As someone who managed an in-house creative group and worked in creative agencies, I’d like to break down for you the differences of working with either an in-house team or a creative agency.
A significant advantage of having an in-house team is that they can internalize company missions, values, and goals. The challenge here is that not all the companies follow a sexy mission like venturing to Mars. Some want to solve a practical day-to-day problem of many. In that case, finding creatives committed to your goal may become difficult.
It’s pivotal to make sure that there are people in the organization who care about the future of the business as much as you do. Creative work is somehow similar to giving birth. Once one actualizes a concept, they feel overly responsible for it. The creative team’s sense of responsibility can play an invaluable role in ensuring the quality of the delivered experience.
Your creative team lives your product every day and plays an active role in shaping the organization. They can start working on a new project quicker than an external agency, at least at the start of an agency relationship.
It’s almost a myth to assume that having an in-house team allows you for faster production while saving costs. It can be true if you’re willing to budget a lot for hiring. In almost all other cases, it’s costlier and slower to rely on in-house teams if you’re looking for delivering a top-quality experience.

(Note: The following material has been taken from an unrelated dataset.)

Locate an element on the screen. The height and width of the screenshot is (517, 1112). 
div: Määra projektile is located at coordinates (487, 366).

If you want to get it right, you need a senior in-house team, and that’s expensive. Bear in mind, I’m not talking about a team of one. Too often I bump into founders and what I hear is that they’re looking for a ninja artist, a unicorn designer, or any other imaginative term. This is merely wishful thinking and fails to factor in the whole dimensions of reality. Fact: no one can do it all alone.
As employees settle into the culture and get comfortable with the stability that comes with the full-time commitment, their tendency shifts from constantly challenging assumptions and being innovative to conserving the legacy and taking fewer risks. Working with creative agencies can save you to become another Copy-Paste or Me-Too business.

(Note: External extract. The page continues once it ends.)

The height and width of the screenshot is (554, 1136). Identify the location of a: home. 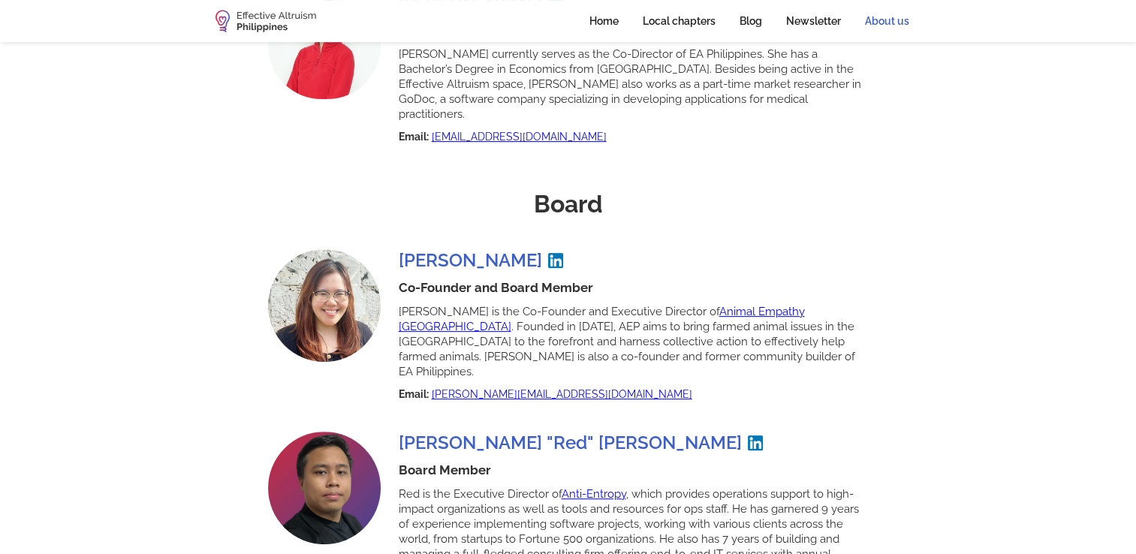
(266, 21).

It’s getting almost too normal for me to see that there’s a key manager in an organization that wields a heavy hand and doesn’t allow the creative team to play and try new ideas without fear. This can result in endless loops of meetings and sprints. Often, to remedy such blockage, bringing in a creative agency allows breaking away from this issue.

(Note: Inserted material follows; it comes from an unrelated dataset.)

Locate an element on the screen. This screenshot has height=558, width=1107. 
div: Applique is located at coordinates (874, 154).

I’ve seen many companies fail or lose their way into a blackhole merely because they didn’t have the right know-how or because they weren’t fast enough — both reflect upon the fact that they didn’t work with the right people. When you work with competent people highly specialized in the type of challenge you’re facing, then you put yourself in a situation where you can turn a challenge into an opportunity for growth.
If you’re growing, don’t spend time hiring creatives. Hiring is costly and time-consuming and there’s no guarantee that the new hire doesn’t leave tomorrow. This is especially relevant if you haven’t had time to work on the organization culture yet. Start hiring when you’re done stabilizing the growth pattern.
If you work with creative agencies, you don’t have to worry about letting people go because the business takes a sudden downturn for four months. You can quickly scale the engagement up or down with an agency. Also, by reducing the number of iterations to get the concept right, you save cost at the end — assuming you’re working with a competent agency.
When you reach stability, then try a blended approach. Have a robust in-house team and fuse it with a competent creative agency. Then, let the collaboration between the two creates solutions that put you way above the mediocrity of the Me-Too culture.
At Bonanza, we’ve had a unique opportunity to form strong ties with our clients that they keep coming back for advice, projects and more. Currently, we’re working with a number of clients on an on-going basis and feeding them with design thinking, strategy and design inputs.